We definitely foresee more instances of “applied AI," especially in the corporate world. This is already happening, but it bears reiterating that there will be more and more evidence of specific usages of AI to fulfil certain (and often labour intensive) functions that will augment productivity and free up human resources to be more productively used in functions that only humans can fill.

These will be focused on industries that collect and store data in large volumes, which can be harnessed for machine learning and signal recognition. Eg. manufacturing, logistics, supply chain, financial services, health care.

Many of the AI startups that we meet are in this applied AI space. Transparently.AI is in this space: Our system harnesses millions of publicly disclosed financial data points to detect accounting fraud and manipulation.

How concerned should we be about AI as we start the new year? 

Despite the ubiquity of stories around AI, there is still considerable scepticism amongst many regarding its benefits and applications. We expect the next 18-24 months will see significant change here.

The notion of AI will become accepted as something that is here to stay, can bring significant benefits, has myriad applications and will become embedded in ever more aspects of our lives.

Companies will be under ever greater pressure to understand this space and employ it to derive revenue/cost/productivity benefits. There will be something of an arms race. There’s a limited number of people available with the skills to assist companies to achieve this. Competition for those skills can become intense.

Are jobs at risk from AI?

If you’re in a repetitive and time-and-data-intensive job right now, where machine learning can do the task at scale, at a fraction of the time that it takes you, we can understand why you’d be concerned.

We would focus on the opportunities that arise from this generational technology.

Governments and the AI industry can take the lead here in terms of helping identify clearly which jobs are at risk and helping people there to reskill or upskill.
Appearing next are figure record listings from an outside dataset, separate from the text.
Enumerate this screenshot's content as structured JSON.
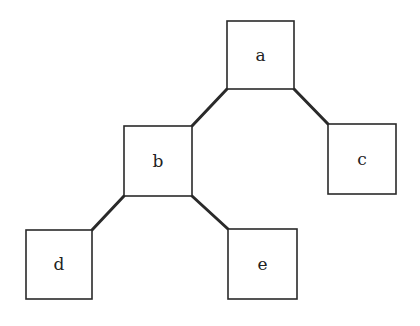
{
  "diagram": {
    "type": "binary-tree",
    "nodes": [
      {
        "id": "a",
        "label": "a",
        "x": 227,
        "y": 21,
        "w": 67,
        "h": 68
      },
      {
        "id": "b",
        "label": "b",
        "x": 124,
        "y": 126,
        "w": 68,
        "h": 70
      },
      {
        "id": "c",
        "label": "c",
        "x": 328,
        "y": 124,
        "w": 68,
        "h": 70
      },
      {
        "id": "d",
        "label": "d",
        "x": 26,
        "y": 230,
        "w": 66,
        "h": 69
      },
      {
        "id": "e",
        "label": "e",
        "x": 228,
        "y": 229,
        "w": 69,
        "h": 70
      }
    ],
    "edges": [
      {
        "from": "a",
        "to": "b"
      },
      {
        "from": "a",
        "to": "c"
      },
      {
        "from": "b",
        "to": "d"
      },
      {
        "from": "b",
        "to": "e"
      }
    ],
    "colors": {
      "stroke": "#2a2a2a",
      "fill": "#ffffff",
      "text": "#222222"
    }
  }
}
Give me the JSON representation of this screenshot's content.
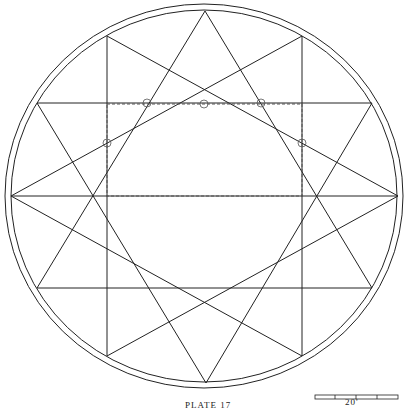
{
  "caption": "PLATE 17",
  "scale_bar": {
    "label": "20'",
    "divisions": 4
  },
  "figure": {
    "type": "twelve-point star within double circle",
    "dashed_rectangle": true,
    "marker_circles": 5
  }
}
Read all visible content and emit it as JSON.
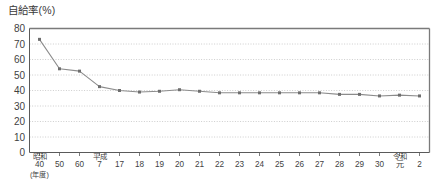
{
  "chart_data": {
    "type": "line",
    "title": "自給率(%)",
    "xlabel": "(年度)",
    "ylabel": "自給率(%)",
    "ylim": [
      0,
      80
    ],
    "ytick_step": 10,
    "yticks": [
      "0",
      "10",
      "20",
      "30",
      "40",
      "50",
      "60",
      "70",
      "80"
    ],
    "grid": true,
    "grid_axis": "y",
    "legend": "none",
    "series_color": "#8c8c8c",
    "marker_color": "#6e6e6e",
    "categories": [
      "40",
      "50",
      "60",
      "7",
      "17",
      "18",
      "19",
      "20",
      "21",
      "22",
      "23",
      "24",
      "25",
      "26",
      "27",
      "28",
      "29",
      "30",
      "元",
      "2"
    ],
    "era_labels": [
      {
        "index": 0,
        "text": "昭和"
      },
      {
        "index": 3,
        "text": "平成"
      },
      {
        "index": 18,
        "text": "令和"
      }
    ],
    "unit_label": {
      "index": 0,
      "text": "(年度)"
    },
    "values": [
      73,
      54,
      52.5,
      42.5,
      40,
      39,
      39.5,
      40.5,
      39.5,
      38.5,
      38.5,
      38.5,
      38.5,
      38.5,
      38.5,
      37.5,
      37.5,
      36.5,
      37,
      36.5
    ]
  }
}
Help them to understand how AI can make their lives and functions easier and more efficient.

For example, the Transparently.AI system will reduce the amount of time a forensic accountant spends analysing a company’s balance sheet to seconds from weeks or months, previously.

Does that mean the accountant loses their job? No, what it means is that they can analyse dozens of companies in the same amount of time it used to take them to study just one.

We would focus on the opportunities that arise from this generational technology. Our product is just one AI system that can generate millions, if not billions, of dollars in efficiencies in financial services, accounting and auditing.

Multiply that across the entire planet’s worth of applied AI systems all doing the same for their industries. Imagine the quantum of additional economic output that is generated.

Is the world doing enough to embrace AI?

Yes, if you consider the pace at which the technology is developing, which is miles faster than other transformative technologies in human history. It took years for the Internet to catch on or become ubiquitous. 

Granted, the ubiquity of the Internet has made it tremendously easy for everyone to access or adopt AI technology. Access is one thing, but also the speed of innovation that is happening at organisations like OpenAI, Anthropic and Google is mind boggling.

One estimate from Precedence Research: The global AI market size was valued at US$454 billion in 2022 and is expected to reach US$258 trillion by 2032. That represents a compound annual growth rate of 19% from 2023 to 2032.

Also consider the depth and breadth of conversation and debate that is happening around AI. There are conversations happening around use cases, safety and regulation happening today that weren’t happening in this intensity 18 months ago. That will just accelerate.